Caitlin shook her head. ‘Isla said she’d leave a very large note on the front door telling her to call me the minute she got back and…’ She pulled out her mobile to double-check. ‘Nope. There’s no missed call. God, I hope she’s all right.’
Sean stopped walking and leaned against the ruined wall of the castle keep. ‘You care a great deal about her, don’t you?’
‘Yes, I do, though she’d never believe it. I’m the archetypal wicked stepmother in her eyes and she doesn’t let me forget it.’
Sean grimaced. ‘Fifteen-year-olds can be brutal, and they always kick against their parents. I certainly did at that age, and you weren’t much older when you snuck out of your gran’s and joined me on the harbour wall for a sneaky cigarette. Do you still smoke?’
‘No, I gave up ages ago,’ said Caitlin, her mind drifting back to their teenage days. Everything had seemed much simpler then, before she’d begun to panic about being trapped in Heaven’s Cove for years as a carer. Just as Isla had been.
Caitlin took a deep breath to stop guilt from overwhelming her. ‘What about you?’ she asked. ‘Are you still cadging cigarettes from people?’
‘Nope. I never much liked smoking and only did it to seem more grown up than I was. I was trying to impress you.’
‘Were you?’ Caitlin tried to smile but her frozen cheeks hardly moved. ‘You didn’t need to. I was impressed already.’
She shouldn’t have said that. It was best to steer away from the past. Caitlin leaned against the ruined wall too, ignoring the cold that immediately began to seep through her jeans, and started flexing her numb toes in Isla’s wellies.
‘Do you want half a sausage roll?’ Sean suddenly asked, pulling out the paper bag that he’d stuffed into his pocket after her fall.
‘Shouldn’t we keep looking?’
‘We will, but you look like you need some food first. You’re very pale.’
‘Um…’ Caitlin was aware of her stomach rumbling. She’d been so busy worrying about Maisie, she’d forgotten to have breakfast. And when Sean opened the grease-stained bag, she caught an enticing aroma of pastry and spices. ‘Go on, then! That would be great, if you don’t mind. I am quite hungry.’
Sean broke the sausage roll in half and passed it over. It was only luke-warm but still tasted delicious.
‘One of Stan’s specials?’ asked Caitlin. Stan had run the village Mini Mart for ever, and his snacks were legendary in the village.
‘That’s right, though Stan’s not well these days so it’s mostly his family running the shop.’
‘I didn’t realise.
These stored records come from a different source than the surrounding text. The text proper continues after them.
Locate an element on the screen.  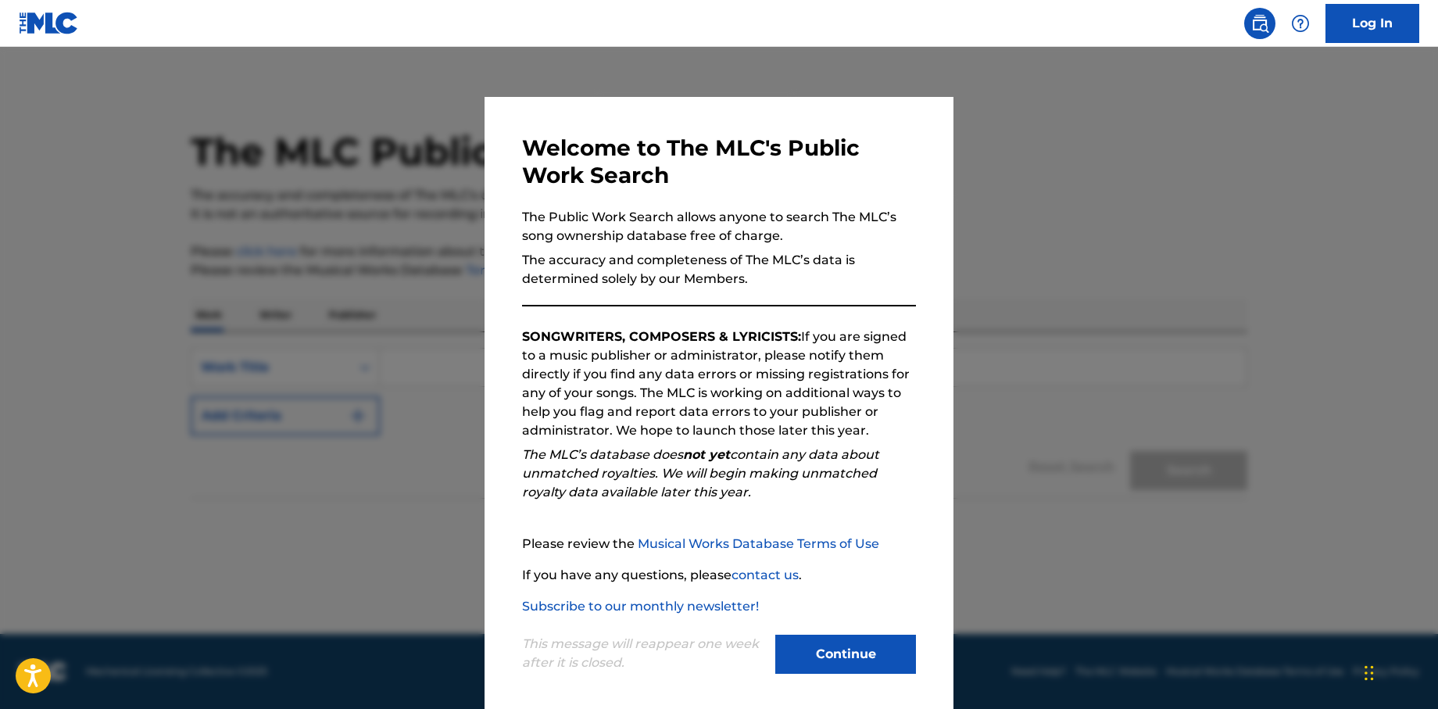
em: The MLC’s database does contain any data about unmatched royalties. We will begin making unmatche... is located at coordinates (700, 473).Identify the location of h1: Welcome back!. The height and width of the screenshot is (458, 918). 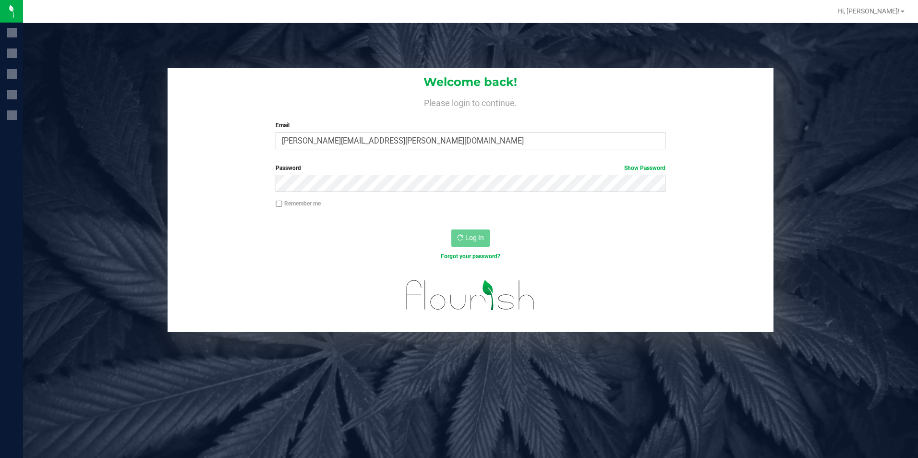
(470, 82).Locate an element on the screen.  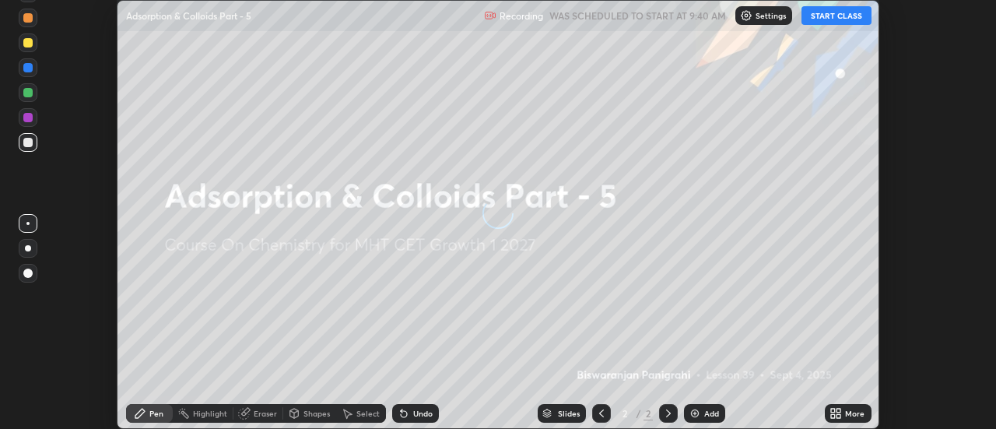
div: Highlight is located at coordinates (210, 413).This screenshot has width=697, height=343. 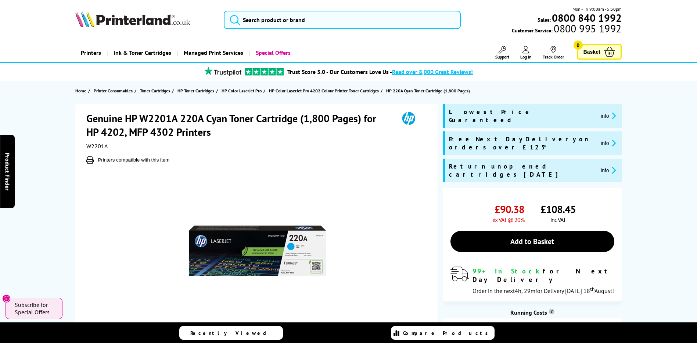 I want to click on sup: th, so click(x=593, y=289).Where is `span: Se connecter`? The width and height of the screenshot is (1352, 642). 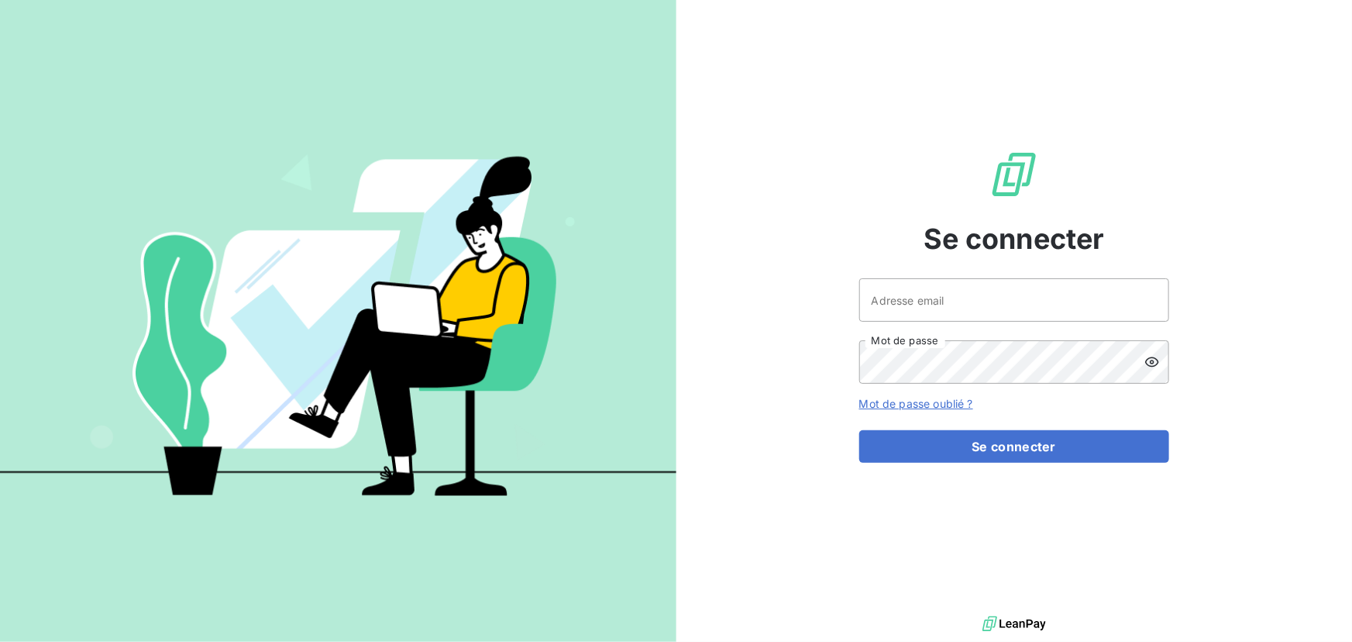
span: Se connecter is located at coordinates (1014, 239).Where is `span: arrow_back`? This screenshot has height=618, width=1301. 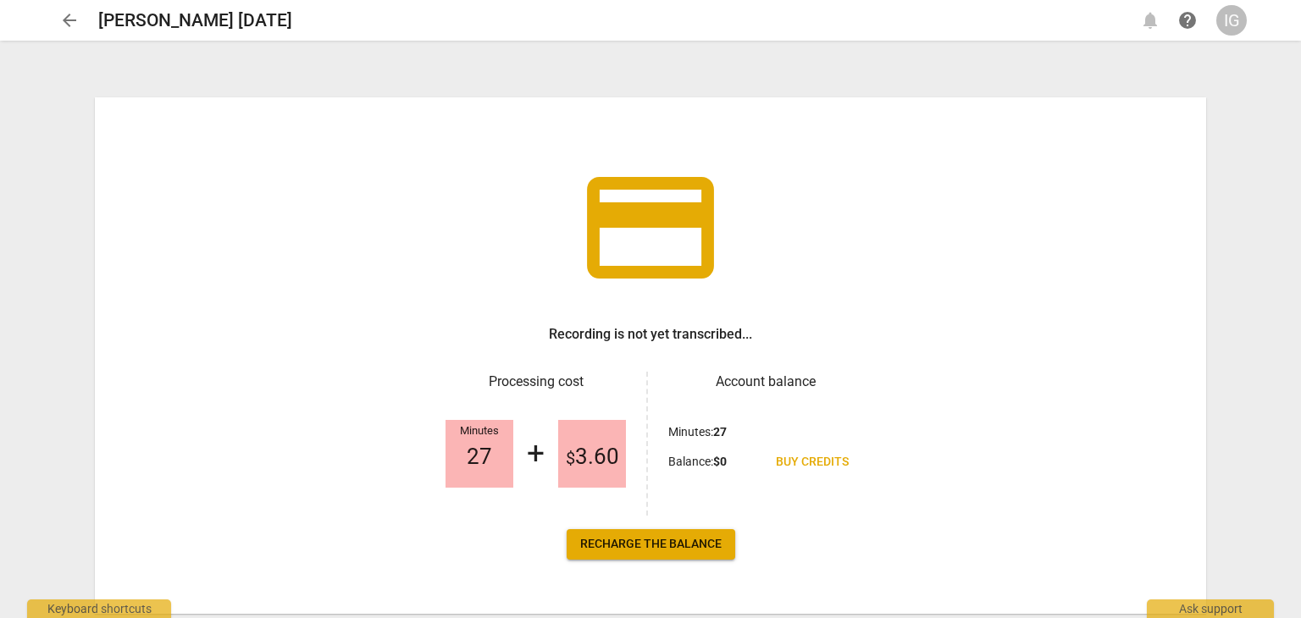 span: arrow_back is located at coordinates (69, 20).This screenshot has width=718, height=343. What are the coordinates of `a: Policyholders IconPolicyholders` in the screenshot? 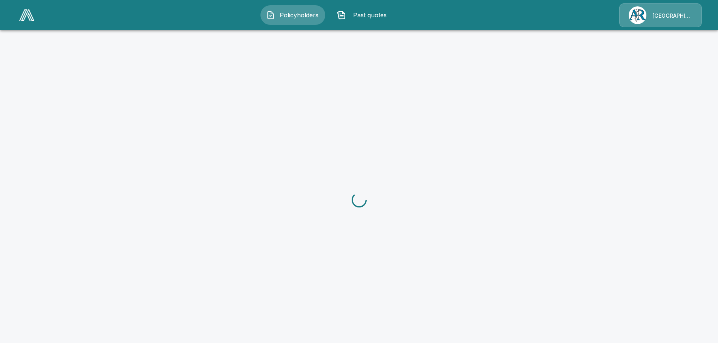 It's located at (293, 15).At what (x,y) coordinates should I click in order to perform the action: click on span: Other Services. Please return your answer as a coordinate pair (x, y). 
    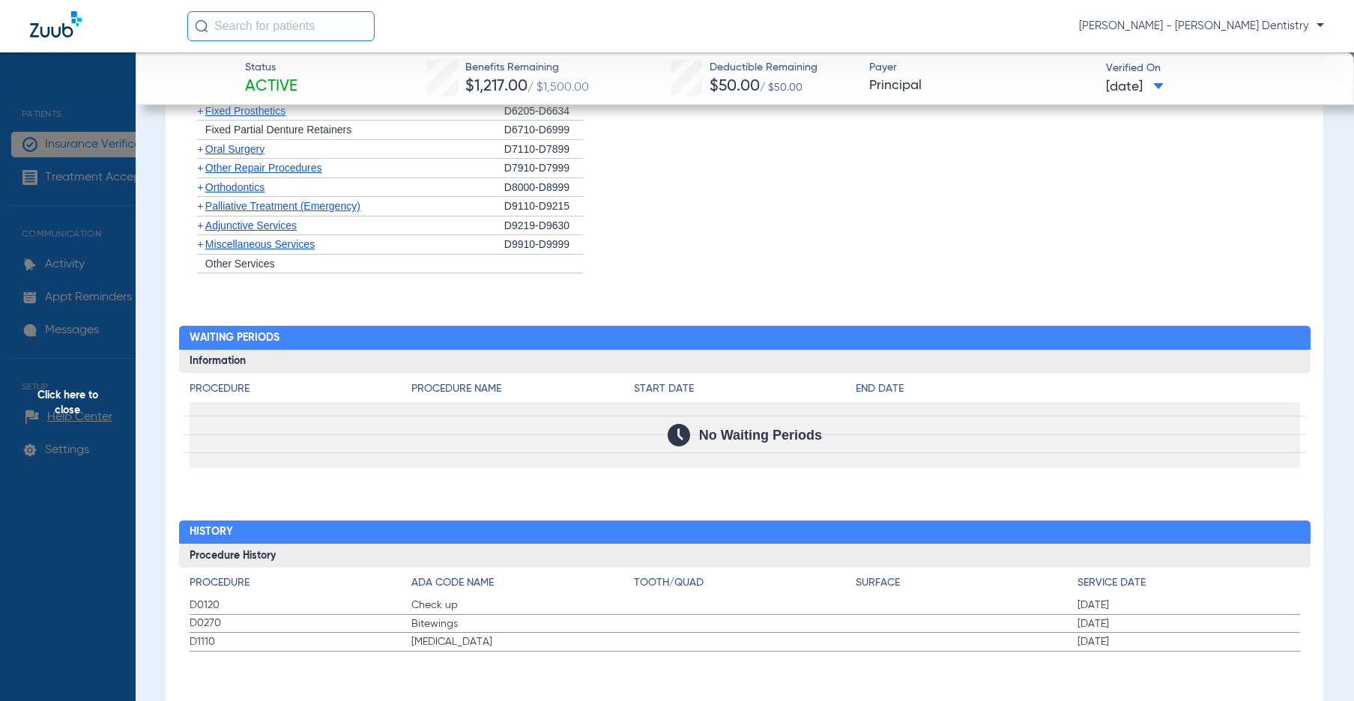
    Looking at the image, I should click on (240, 264).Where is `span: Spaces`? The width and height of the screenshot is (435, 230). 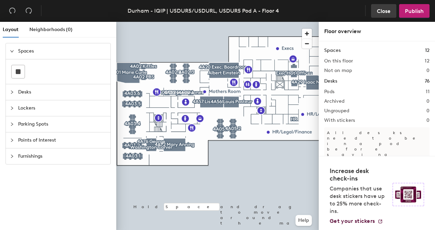 span: Spaces is located at coordinates (62, 51).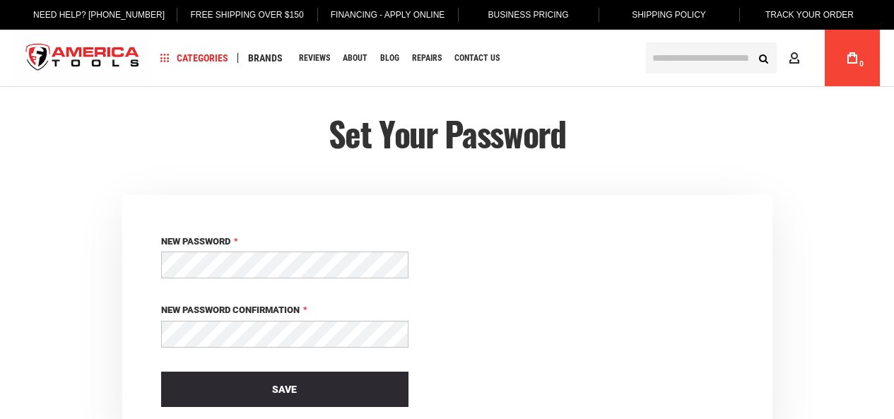  What do you see at coordinates (230, 310) in the screenshot?
I see `span: New Password Confirmation` at bounding box center [230, 310]. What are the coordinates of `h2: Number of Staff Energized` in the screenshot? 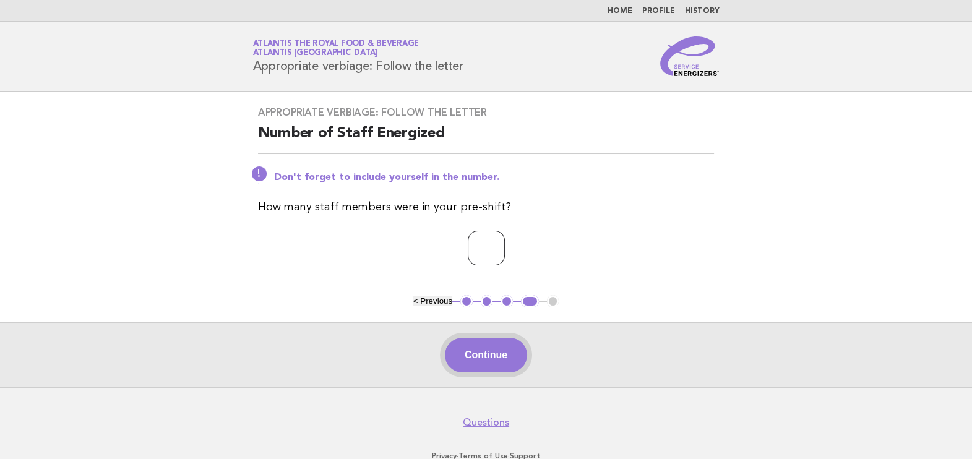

That’s a real shame.’
Caitlin hardly remembered Stan but the thought of him being ill and the shop changing made her sad. She’d once known Heaven’s Cove like the back of her hand but a lot had changed while she’d been away. The cottages were as quaint and the air was still laced with the fishy smell of the sea, but the people were different. They’d moved on while she’d been gone.
‘It can’t be easy, being a stepmum,’ said Sean, who’d polished off his food in two bites. ‘Where’s Maisie’s real…I mean, her biological mother?’
Caitlin licked pastry flakes from her lips and glanced at Sean. He never used to be so forward but he’d changed too in the years since they’d last met. He seemed more confident, more self-assured…simply more grown up, she supposed, than the adolescent young man she’d once known so well.
‘Her mother and Stuart split up a couple of years before I came on the scene. Maisie stayed with her dad because her life was in London and her mum was moving to Canada, for work. She’s got a new family now.’
‘That can’t have been easy for Maisie.’
‘It wasn’t. She doesn’t have a very close relationship with her mum.’
‘At least she’s got you.’
Caitlin gave a mirthless laugh. ‘Yeah, poor girl. What about you?’ she asked, to change the subject. ‘Have you got kids?’
‘Me?’ Sean shook his head. ‘Nope. No kids. No wife.’
Caitlin, who’d just taken a bite of sausage roll, stopped chewing and gulped it down. ‘But Jen called you her hubby when I brought my car into the garage, and you were in the pub with her.’
Sean gave a wry grin. ‘I can see that might be confusing. Jen was my wife, for a while. We got married when we were both very young but it didn’t last long. We’re still good friends, though. Which is what we should have been all along, really – rather than rushing off and getting hitched. She’s married to Lee, now, the lead engineer at the garage. They were both out of work when I took over the garage and taxi company, so I hired them.’
‘That was very magnanimous of you. Do you all get along well together?’
‘Remarkably well, in the circumstances. Jen sometimes calls me Hubby Number One and Lee’s a good friend. They’re great together, and I’m godfather to their younger son.’